In particular moderators don’t always inform us that protracted withdrawal syndrome is a concept, a model of reality, not reality itself nor necessarily our reality. This is a key philosophical distinction and people deserve informed consent on this to make the best decision for themselves. To tell someone on the internet that they have this dire syndrome with no proof can have a very negative effect. For instance in both chronic pain and Long COVID research shows that when people interpret themselves as sick, when it becomes their identity, it can fuel the distressing sensations that they’re feeling—not just make them worse, but cause them to keep going. When a withdrawal forum accepts this dire model as the truth, as their fate, it can create a toxic environment that traps people in perceived sickness.
2. Encourages Obsession over “Symptoms”
I remember when I used to just see the home pages of these forums, I would feel dread. It was a reminder that I was sick and the content of these forums is mostly people talking about very, very scary “symptoms.” I have this, I have that—do you have this, do have that? Now sometimes documenting symptoms might be necessary, say, to understand a particular drug reaction. But it seems like all forum members are indiscriminately writing their own body-horror novels.
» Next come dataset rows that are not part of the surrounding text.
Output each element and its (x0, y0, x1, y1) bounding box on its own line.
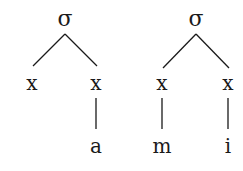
timing-slot-x: x (222, 71, 234, 95)
root-sigma: σ (57, 6, 72, 31)
tree-right: σ x x m i (153, 6, 235, 158)
segment: m (153, 134, 172, 158)
segment: i (225, 134, 231, 158)
branch-line (163, 34, 196, 68)
root-sigma: σ (188, 6, 203, 31)
segment: a (90, 134, 102, 158)
tree-left: σ x x a (26, 6, 102, 158)
timing-slot-x: x (90, 71, 102, 95)
syllable-diagram: σ x x a σ x x m i (0, 0, 243, 171)
timing-slot-x: x (26, 71, 38, 95)
branch-line (33, 34, 65, 66)
branch-line (196, 34, 229, 68)
branch-line (65, 34, 97, 66)
timing-slot-x: x (156, 71, 168, 95)
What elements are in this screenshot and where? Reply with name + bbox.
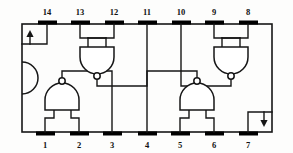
pin-label-11: 11 [143,7,151,17]
gnd-connection-pin-7 [248,112,272,132]
nand-gate-a [45,78,79,110]
pin-label-6: 6 [212,140,216,150]
pin-label-10: 10 [177,7,186,17]
nand-gate-d [214,47,248,79]
ic-schematic-svg: 14 13 12 11 10 9 8 1 2 3 4 5 6 7 [0,0,293,153]
pin-label-13: 13 [76,7,85,17]
nand-gate-c [180,78,214,110]
ic-pinout-diagram: 14 13 12 11 10 9 8 1 2 3 4 5 6 7 [0,0,293,153]
nand-gate-b [80,47,114,79]
pin-label-8: 8 [246,7,250,17]
pin-label-4: 4 [145,140,150,150]
vcc-connection-pin-14 [22,24,47,44]
pin-label-5: 5 [178,140,182,150]
pin-label-14: 14 [43,7,52,17]
vcc-up-arrow-icon [26,30,33,37]
pin-label-7: 7 [246,140,251,150]
pin-label-3: 3 [110,140,114,150]
pin-label-2: 2 [77,140,81,150]
top-pin-labels: 14 13 12 11 10 9 8 [43,7,250,17]
pin-label-9: 9 [212,7,216,17]
pin-label-1: 1 [43,140,47,150]
pin-1-orientation-notch [22,62,38,94]
gnd-down-arrow-icon [260,120,267,127]
pin-label-12: 12 [110,7,119,17]
bottom-pin-labels: 1 2 3 4 5 6 7 [43,140,251,150]
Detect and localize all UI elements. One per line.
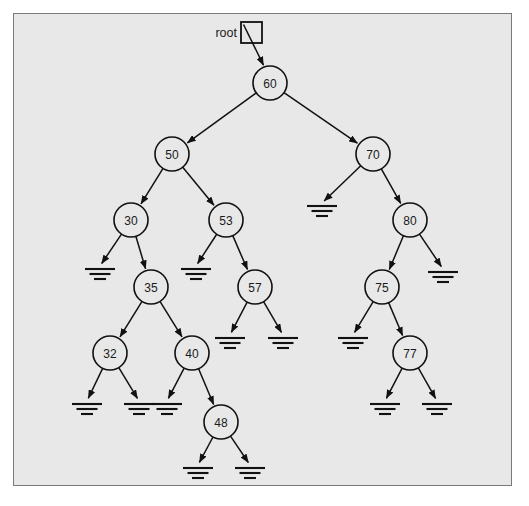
tree-node-70[interactable]: 70 [356, 137, 390, 171]
tree-edge-30-right [136, 236, 146, 269]
tree-edge-35-left [120, 301, 142, 336]
null-edge-57-right [264, 302, 282, 333]
node-value-label: 53 [219, 214, 233, 228]
null-edge-32-right [119, 368, 138, 399]
node-value-label: 57 [248, 281, 262, 295]
tree-node-60[interactable]: 60 [253, 66, 287, 100]
tree-edge-40-right [199, 369, 214, 405]
tree-node-32[interactable]: 32 [93, 336, 127, 370]
ground-symbol [422, 404, 452, 414]
ground-symbol [183, 468, 213, 478]
ground-symbol [338, 338, 368, 348]
root-pointer-layer: root [215, 22, 263, 65]
node-value-label: 32 [103, 347, 117, 361]
ground-symbol [268, 338, 298, 348]
ground-symbol [215, 338, 245, 348]
null-edge-57-left [231, 302, 247, 332]
ground-symbol [85, 269, 115, 279]
tree-edge-80-left [389, 236, 403, 270]
null-edge-48-left [199, 437, 213, 462]
node-value-label: 77 [403, 347, 417, 361]
tree-node-30[interactable]: 30 [114, 203, 148, 237]
ground-symbol [72, 404, 102, 414]
null-edge-32-left [88, 368, 102, 398]
node-value-label: 30 [124, 214, 138, 228]
tree-node-57[interactable]: 57 [238, 270, 272, 304]
node-value-label: 35 [144, 281, 158, 295]
tree-node-35[interactable]: 35 [134, 270, 168, 304]
node-value-label: 60 [263, 77, 277, 91]
ground-symbol [124, 404, 154, 414]
tree-edge-50-right [183, 167, 214, 205]
tree-canvas: 60507030538035577532407748 root [0, 0, 529, 506]
node-value-label: 50 [165, 148, 179, 162]
tree-node-77[interactable]: 77 [393, 336, 427, 370]
ground-symbol [235, 468, 265, 478]
null-edge-30-left [102, 234, 122, 263]
tree-node-40[interactable]: 40 [175, 336, 209, 370]
null-edge-77-left [386, 368, 402, 398]
tree-node-53[interactable]: 53 [209, 203, 243, 237]
null-edge-70-left [324, 166, 361, 201]
ground-symbol [152, 404, 182, 414]
null-edge-40-left [168, 368, 184, 398]
tree-edge-60-left [187, 93, 256, 143]
root-pointer-label: root [215, 26, 237, 40]
tree-node-50[interactable]: 50 [155, 137, 189, 171]
ground-symbol [181, 269, 211, 279]
null-edge-75-left [355, 302, 374, 333]
nodes-layer: 60507030538035577532407748 [93, 66, 427, 439]
tree-edge-53-right [233, 236, 248, 270]
tree-node-75[interactable]: 75 [365, 270, 399, 304]
tree-edge-35-right [160, 301, 182, 336]
tree-node-48[interactable]: 48 [204, 405, 238, 439]
ground-symbol [307, 206, 337, 216]
bst-figure: 60507030538035577532407748 root [0, 0, 529, 506]
tree-node-80[interactable]: 80 [393, 203, 427, 237]
node-value-label: 48 [214, 416, 228, 430]
tree-edge-50-left [141, 168, 163, 203]
node-value-label: 75 [375, 281, 389, 295]
node-value-label: 40 [185, 347, 199, 361]
null-edge-77-right [418, 368, 435, 399]
tree-edge-75-right [389, 303, 403, 336]
tree-edge-70-right [381, 169, 400, 204]
ground-symbol [370, 404, 400, 414]
node-value-label: 70 [366, 148, 380, 162]
null-edge-48-right [231, 436, 249, 462]
tree-edge-60-right [284, 93, 357, 144]
ground-symbol [428, 272, 458, 282]
node-value-label: 80 [403, 214, 417, 228]
null-edge-80-right [419, 234, 441, 266]
null-edge-53-left [198, 234, 217, 263]
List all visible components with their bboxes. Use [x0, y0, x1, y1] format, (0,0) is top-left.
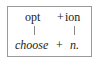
- plus-sign-top: +: [57, 11, 64, 23]
- gloss-noun: n.: [70, 39, 79, 51]
- plus-sign-bottom: +: [56, 39, 63, 51]
- connector-line-right: [74, 26, 75, 35]
- morpheme-ion: ion: [65, 11, 80, 23]
- gloss-choose: choose: [15, 39, 48, 51]
- connector-line-left: [34, 26, 35, 35]
- morpheme-opt: opt: [25, 11, 40, 23]
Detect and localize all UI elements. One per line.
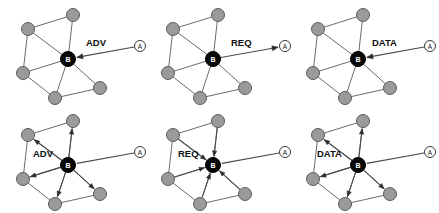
neighbor-node — [357, 115, 370, 128]
neighbor-node — [384, 82, 397, 95]
arrowhead-icon — [31, 173, 37, 177]
neighbor-node — [212, 9, 225, 22]
arrowhead-icon — [321, 173, 327, 177]
panel-graph-panel-1: ADVBA — [0, 0, 149, 107]
neighbor-node — [167, 129, 180, 142]
neighbor-node — [67, 9, 80, 22]
neighbor-node — [339, 92, 352, 105]
neighbor-node — [312, 23, 325, 36]
node-label-a: A — [138, 149, 143, 156]
neighbor-node — [312, 129, 325, 142]
neighbor-node — [167, 23, 180, 36]
message-label-data: DATA — [317, 148, 342, 159]
neighbor-node — [384, 188, 397, 201]
neighbor-node — [49, 198, 62, 211]
neighbor-node — [67, 115, 80, 128]
panel-top-2: REQBA — [145, 0, 294, 107]
spin-protocol-figure: ADVBAREQBADATABAADVBAREQBADATABA — [0, 0, 439, 213]
message-label-adv: ADV — [86, 37, 107, 48]
neighbor-node — [339, 198, 352, 211]
neighbor-node — [307, 67, 320, 80]
arrowhead-icon — [206, 174, 210, 180]
graph-edge — [28, 15, 73, 29]
node-label-b: B — [210, 162, 215, 169]
node-label-a: A — [428, 149, 433, 156]
node-label-a: A — [283, 149, 288, 156]
node-label-a: A — [283, 43, 288, 50]
neighbor-node — [94, 82, 107, 95]
graph-edge — [318, 121, 363, 135]
neighbor-node — [49, 92, 62, 105]
neighbor-node — [357, 9, 370, 22]
neighbor-node — [239, 82, 252, 95]
message-label-req: REQ — [231, 37, 252, 48]
message-link-a-b — [221, 47, 278, 57]
neighbor-node — [22, 23, 35, 36]
neighbor-node — [162, 173, 175, 186]
arrowhead-icon — [199, 167, 205, 171]
panel-top-3: DATABA — [290, 0, 439, 107]
arrowhead-icon — [359, 129, 363, 134]
graph-edge — [28, 121, 73, 135]
neighbor-node — [239, 188, 252, 201]
node-label-a: A — [138, 43, 143, 50]
panel-bottom-2: REQBA — [145, 106, 294, 213]
message-label-data: DATA — [372, 37, 397, 48]
neighbor-node — [162, 67, 175, 80]
neighbor-node — [194, 92, 207, 105]
graph-edge — [318, 15, 363, 29]
node-label-b: B — [65, 162, 70, 169]
arrowhead-icon — [69, 129, 73, 134]
message-link-a-b — [367, 47, 424, 57]
graph-edge — [173, 15, 218, 29]
panel-graph-panel-3: DATABA — [290, 0, 439, 107]
message-link-a-b — [222, 153, 279, 163]
panel-bottom-1: ADVBA — [0, 106, 149, 213]
message-link-a-b — [77, 47, 134, 57]
arrowhead-icon — [57, 191, 61, 197]
node-label-b: B — [210, 56, 215, 63]
panel-graph-panel-6: DATABA — [290, 106, 439, 213]
arrowhead-icon — [212, 151, 216, 156]
panel-graph-panel-4: ADVBA — [0, 106, 149, 213]
neighbor-node — [94, 188, 107, 201]
node-label-b: B — [355, 162, 360, 169]
arrowhead-icon — [77, 54, 83, 59]
panel-graph-panel-2: REQBA — [145, 0, 294, 107]
node-label-a: A — [428, 43, 433, 50]
message-link-a-b — [367, 153, 424, 163]
neighbor-node — [194, 198, 207, 211]
panel-bottom-3: DATABA — [290, 106, 439, 213]
message-label-req: REQ — [178, 148, 199, 159]
neighbor-node — [22, 129, 35, 142]
node-label-b: B — [355, 56, 360, 63]
panel-graph-panel-5: REQBA — [145, 106, 294, 213]
arrowhead-icon — [367, 54, 373, 59]
message-label-adv: ADV — [33, 148, 54, 159]
neighbor-node — [212, 115, 225, 128]
neighbor-node — [17, 173, 30, 186]
message-link-a-b — [77, 153, 134, 163]
neighbor-node — [307, 173, 320, 186]
node-label-b: B — [65, 56, 70, 63]
arrowhead-icon — [347, 191, 351, 197]
arrowhead-icon — [272, 46, 278, 51]
panel-top-1: ADVBA — [0, 0, 149, 107]
neighbor-node — [17, 67, 30, 80]
graph-edge — [173, 121, 218, 135]
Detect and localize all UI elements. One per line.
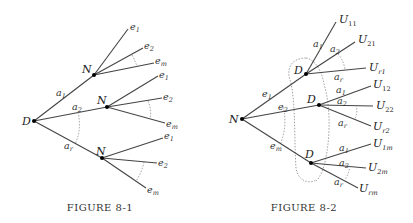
- figure-8-1: D N N N a1 a2 ar e1 e2 em e1 e2 em e1 e2…: [21, 21, 178, 213]
- edge-leaf: [102, 158, 146, 188]
- edge-leaf: [102, 138, 163, 158]
- leaf-label: U11: [339, 13, 357, 28]
- edge-label: ar: [334, 176, 344, 189]
- leaf-label: e1: [164, 130, 174, 143]
- figure-caption: FIGURE 8-1: [67, 202, 133, 213]
- node-label: N: [95, 145, 106, 158]
- leaf-label: U1m: [373, 137, 393, 152]
- root-label: D: [21, 115, 31, 128]
- leaf-label: em: [155, 55, 167, 68]
- leaf-label: e2: [158, 157, 168, 170]
- edge-e1: [242, 74, 306, 119]
- edge-label: e1: [262, 88, 272, 101]
- leaf-label: Ur1: [369, 61, 386, 76]
- edge-label: a1: [339, 142, 349, 155]
- node-label: N: [96, 94, 107, 107]
- edge-label: em: [270, 140, 282, 153]
- edge-label: a2: [330, 43, 340, 56]
- figures-canvas: D N N N a1 a2 ar e1 e2 em e1 e2 em e1 e2…: [0, 0, 413, 223]
- figure-8-2: N D D D e1 e2 em a1 a2 ar a1 a2 ar a1 a2…: [228, 13, 394, 213]
- leaf-label: Ur2: [373, 120, 390, 135]
- leaf-label: U21: [358, 33, 376, 48]
- node-root: [240, 117, 244, 121]
- edge-leaf: [102, 158, 157, 163]
- angle-arc: [148, 101, 151, 119]
- edge-label: a1: [56, 87, 66, 100]
- edge-label: ar: [338, 117, 348, 130]
- edge-label: a2: [339, 157, 349, 170]
- figure-caption: FIGURE 8-2: [271, 202, 337, 213]
- node: [304, 72, 308, 76]
- leaf-label: e2: [144, 40, 154, 53]
- node-label: D: [306, 93, 316, 106]
- edge-label: a1: [313, 38, 323, 51]
- leaf-label: U22: [376, 99, 394, 114]
- edge-label: a2: [72, 101, 82, 114]
- leaf-label: e1: [130, 21, 140, 34]
- node-label: D: [293, 64, 303, 77]
- node-label: N: [81, 63, 92, 76]
- edge-leaf: [107, 107, 165, 123]
- angle-arc: [136, 162, 144, 181]
- edge-leaf: [94, 48, 143, 75]
- node: [309, 161, 313, 165]
- edge-a2: [34, 107, 107, 121]
- angle-arc: [132, 55, 137, 66]
- edge-label: ar: [334, 71, 344, 84]
- angle-arc-root: [75, 112, 79, 144]
- node-label: D: [304, 148, 314, 161]
- node-root: [32, 119, 36, 123]
- leaf-label: U12: [373, 78, 391, 93]
- edge-leaf: [94, 63, 154, 75]
- node: [317, 103, 321, 107]
- leaf-label: e1: [159, 69, 169, 82]
- leaf-label: Urm: [359, 182, 378, 197]
- angle-arc: [355, 105, 357, 119]
- angle-arc: [338, 54, 345, 70]
- edge-leaf: [94, 29, 128, 75]
- edge-em: [242, 119, 311, 163]
- leaf-label: U2m: [368, 161, 388, 176]
- leaf-label: em: [147, 184, 159, 197]
- leaf-label: e2: [163, 91, 173, 104]
- root-label: N: [228, 113, 239, 126]
- node: [92, 73, 96, 77]
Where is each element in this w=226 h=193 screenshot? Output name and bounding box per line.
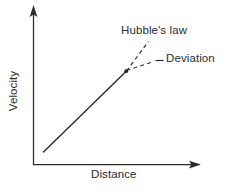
deviation-annotation-label: Deviation [166, 53, 215, 65]
hubble-law-annotation-label: Hubble's law [121, 25, 187, 37]
observed-relation-line [44, 72, 127, 153]
branch-point-marker [124, 69, 128, 73]
figure-canvas [0, 0, 226, 193]
hubble-law-dashed-line [127, 42, 149, 72]
y-axis-label: Velocity [8, 71, 20, 111]
x-axis-label: Distance [91, 169, 137, 181]
y-axis-group [30, 5, 38, 165]
hubble-law-figure: Hubble's law Deviation Distance Velocity [0, 0, 226, 193]
deviation-dashed-line [127, 63, 152, 71]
Moderators tell people to regularly record “symptoms”, maybe even score them on a scale of 1 to 10. This encourages us to preoccupy ourselves with withdrawal sensations, to get absorbed into them and fear-cycles are created around ourselves and the drugs—our focus on sensations can take over our entire lives.
Now, significantly, recent research and clinical trials show that what causes unwanted persistent sensations to persist is our fear and preoccupation with them. This is because it’s an emotional danger signal that can get stuck on and become the basis, the driver of the sensations over time. When we focus on the sensations, think about them, write about them, rank them, read about them, research them, we’re feeding this danger signal, we’re feeding the sensations. Again, it just doesn’t make them worse, it actually maintains them. Also, I might add, that beneath the danger signal can be deeper emotions, oftentimes people are really upset or angry about something and this might need to be acknowledged as well. One simple step in this general direction is maybe getting off the forums and away from the horror and victimhood that pervades them.
3. Invalidation
So forums use a biomedical model to explain protracted withdrawal sensations; that is there’s a drug injury of an unknown nature and all we can do is wait for that unknown, mysterious injury to heal. It’s a traditional medical idea: something’s broken or diseased and you have to wait to heal. That makes sense for a broken arm or a cold or even acute withdrawal. It does not always make sense for non-structural chronic pain, for Long COVID without tissue damage, for chronic fatigue, for protracted withdrawal sensations, all these persistent mysterious things. It doesn’t make sense because biomedical approaches usually fail to help while mindbody approaches are working and even proven to work. But forums can be hostile toward anyone who takes an active role in resolving their situation as opposed to waiting around.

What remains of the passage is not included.